Back to the Waltons ...
There is a Walton’s Mountain Museum in Schuyler, Virginia. I have never been there, even though I lived fairly close to it for years. As I understand it, the Museum focuses on the TV show; I’m not sure how much they delve into the reality of life in Schuyler, which is where Earl Hamner grew up. He based his book Spencer’s Mountain on stories from his life.
When I was a kid, I was absolutely the only child I know who liked the show. I found it fascinating, because I felt like I was watching a movie version of Grandmother’s life. She was one of seven siblings, and her mother died young, so she grew up in a great big clapboard house with with a whole bunch of kids, just like the Waltons.
She got married in the 1930s, but she stayed behind in the old homeplace with her widowed father, my great-grandfather. She would have been younger than ‘Olivia’ at the time, and she only had two children! But otherwise, a lot about the story was familiar to her.
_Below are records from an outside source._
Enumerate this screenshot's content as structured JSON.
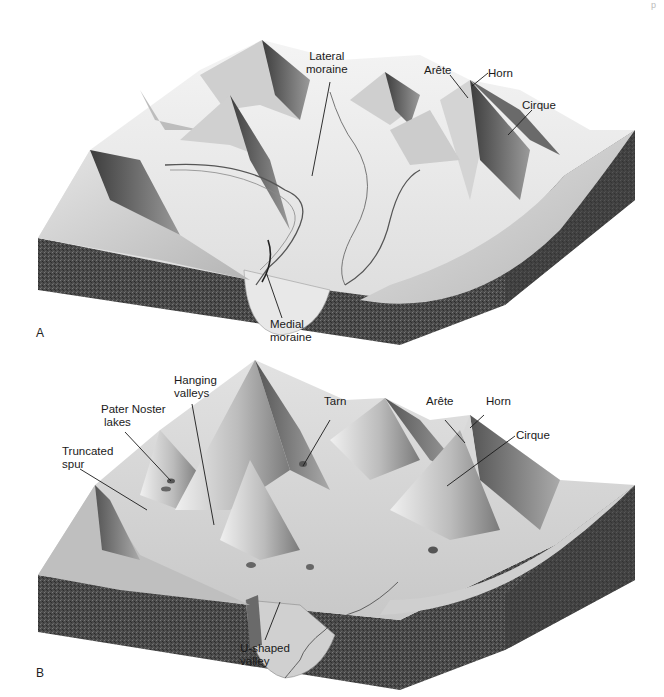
{
  "figure": {
    "page_mark": "p",
    "panels": [
      {
        "id": "A",
        "letter": "A",
        "labels": {
          "lateral_moraine": [
            "Lateral",
            "moraine"
          ],
          "arete": "Arête",
          "horn": "Horn",
          "cirque": "Cirque",
          "medial_moraine": [
            "Medial",
            "moraine"
          ]
        }
      },
      {
        "id": "B",
        "letter": "B",
        "labels": {
          "hanging_valleys": [
            "Hanging",
            "valleys"
          ],
          "pater_noster_lakes": [
            "Pater Noster",
            "lakes"
          ],
          "truncated_spur": [
            "Truncated",
            "spur"
          ],
          "tarn": "Tarn",
          "arete": "Arête",
          "horn": "Horn",
          "cirque": "Cirque",
          "u_shaped_valley": [
            "U-shaped",
            "valley"
          ]
        }
      }
    ],
    "colors": {
      "bedrock": "#4a4a4a",
      "bedrock_dark": "#333333",
      "ice": "#ececec",
      "rock_face_light": "#d6d6d6",
      "rock_face_mid": "#a8a8a8",
      "rock_face_dark": "#5e5e5e",
      "leader_line": "#1a1a1a"
    }
  }
}
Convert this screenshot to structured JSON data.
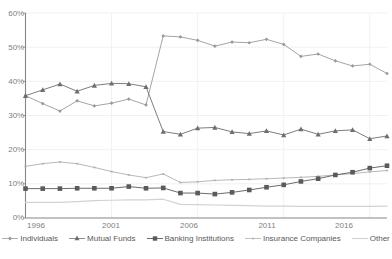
{
  "chart_data": {
    "type": "line",
    "title": "",
    "subtitle": "",
    "xlabel": "",
    "ylabel": "",
    "x": [
      1996,
      1997,
      1998,
      1999,
      2000,
      2001,
      2002,
      2003,
      2004,
      2005,
      2006,
      2007,
      2008,
      2009,
      2010,
      2011,
      2012,
      2013,
      2014,
      2015,
      2016,
      2017
    ],
    "xlim": [
      1996,
      2017
    ],
    "ylim": [
      0,
      60
    ],
    "ytick_labels": [
      "0%",
      "10%",
      "20%",
      "30%",
      "40%",
      "50%",
      "60%"
    ],
    "ytick_values": [
      0,
      10,
      20,
      30,
      40,
      50,
      60
    ],
    "xtick_labels": [
      "1996",
      "2001",
      "2006",
      "2011",
      "2016"
    ],
    "xtick_values": [
      1996,
      2001,
      2006,
      2011,
      2016
    ],
    "grid": "both-light",
    "legend_position": "bottom",
    "series": [
      {
        "name": "Individuals",
        "marker": "small-diamond",
        "color": "#9a9a9a",
        "values": [
          35.8,
          33.5,
          31.3,
          34.3,
          32.8,
          33.6,
          34.8,
          33.1,
          53.3,
          53.0,
          52.0,
          50.3,
          51.5,
          51.3,
          52.3,
          50.8,
          47.3,
          48.0,
          46.0,
          44.5,
          45.0,
          42.3
        ]
      },
      {
        "name": "Mutual Funds",
        "marker": "triangle",
        "color": "#6e6e6e",
        "values": [
          35.8,
          37.5,
          39.2,
          37.1,
          38.8,
          39.4,
          39.3,
          38.4,
          25.3,
          24.5,
          26.3,
          26.5,
          25.2,
          24.7,
          25.5,
          24.3,
          26.0,
          24.5,
          25.5,
          25.8,
          23.2,
          24.0
        ]
      },
      {
        "name": "Banking Institutions",
        "marker": "square",
        "color": "#5a5a5a",
        "values": [
          8.6,
          8.6,
          8.6,
          8.7,
          8.7,
          8.7,
          9.2,
          8.7,
          8.8,
          7.3,
          7.3,
          7.0,
          7.5,
          8.2,
          9.0,
          9.7,
          10.7,
          11.5,
          12.6,
          13.4,
          14.6,
          15.3
        ]
      },
      {
        "name": "Insurance Companies",
        "marker": "tiny-dash",
        "color": "#b0b0b0",
        "values": [
          15.1,
          15.9,
          16.4,
          15.9,
          14.8,
          13.6,
          12.6,
          11.8,
          12.9,
          10.4,
          10.6,
          11.0,
          11.2,
          11.3,
          11.5,
          11.7,
          11.9,
          12.2,
          12.6,
          13.0,
          13.5,
          13.9
        ]
      },
      {
        "name": "Other",
        "marker": "none",
        "color": "#d2d2d2",
        "values": [
          4.6,
          4.6,
          4.6,
          4.8,
          5.1,
          5.2,
          5.3,
          5.3,
          5.5,
          4.0,
          3.9,
          3.8,
          3.7,
          3.6,
          3.5,
          3.5,
          3.4,
          3.4,
          3.4,
          3.4,
          3.4,
          3.5
        ]
      }
    ]
  },
  "axis": {
    "y_labels": [
      "60%",
      "50%",
      "40%",
      "30%",
      "20%",
      "10%",
      "0%"
    ],
    "x_labels": [
      "1996",
      "2001",
      "2006",
      "2011",
      "2016"
    ]
  },
  "legend": {
    "items": [
      {
        "label": "Individuals"
      },
      {
        "label": "Mutual Funds"
      },
      {
        "label": "Banking Institutions"
      },
      {
        "label": "Insurance Companies"
      },
      {
        "label": "Other"
      }
    ]
  },
  "footer": {
    "cut_text": ""
  }
}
With her husband (my grandfather), there were five people in the house, and running the place was all on her shoulders.
In the TV show, the Waltons are supposed to be some version of poor; but they are actually somewhat well-off, in the country sense of the word. I suppose my Grandmother’s family was somewhat better off, though not rich by any means. They were the first to have a car, the first to have indoor plumbing, the first to have electric appliances. In the early part of the century, they sent out the laundry; but that wasn’t necessary once electric laundry equipment came in. In the 1950s, they installed a giant commercial freezer in the well-house, and it was still there when we sold the house in the 1990s. The Waltons had a lot of that, too, just perhaps on a smaller scale.
Race relations are another interesting aspect of the show. People outside of the central Appalachians don’t seem to realize that slavery was not widespread in the area and black people were few and far between. This changed with railroads, mines, and other industrialization between 1890 and 1920, when there was a large influx of non-white people, including a very large number of Syrians. There were a lot of racial problems in that period, including lynchings. After 1920, though, most of those populations left for the industrial jobs of the north, and non-white populations in the Appalachians almost vanished.
By the 1930s and after, it was not surprising to encounter more of a live-and-let-live attitude about racial matters, if for no other reason than that there was almost no one around to hate. Several very good friends of my grandmother and her sister were black or Syrian. My aunt dated one of the Syrian kids when she was in high school in the 1950s. When the black and white Methodist churches in our area integrated in the late ’50s, there were no objections, and the older people I knew remembered the event very positively. All my life, that’s the way it’s been.
Another thing about the show that fascinated me was the way the events of the Depression and the developing horror in Europe were described through the radio reports. Year by year, the Depression lessened and the European situation worsened. The way the family reacted to the events was fascinating to me as a child, because I knew how it ended, but they didn’t.
I also loved the Baldwin sisters. They reminded me of a few neighbors and cousins of mine!! And I was one of the few kids who had tasted a local version of The Recipe!!
I didn’t mean to write to so much, but this thread brought back a lot of memories.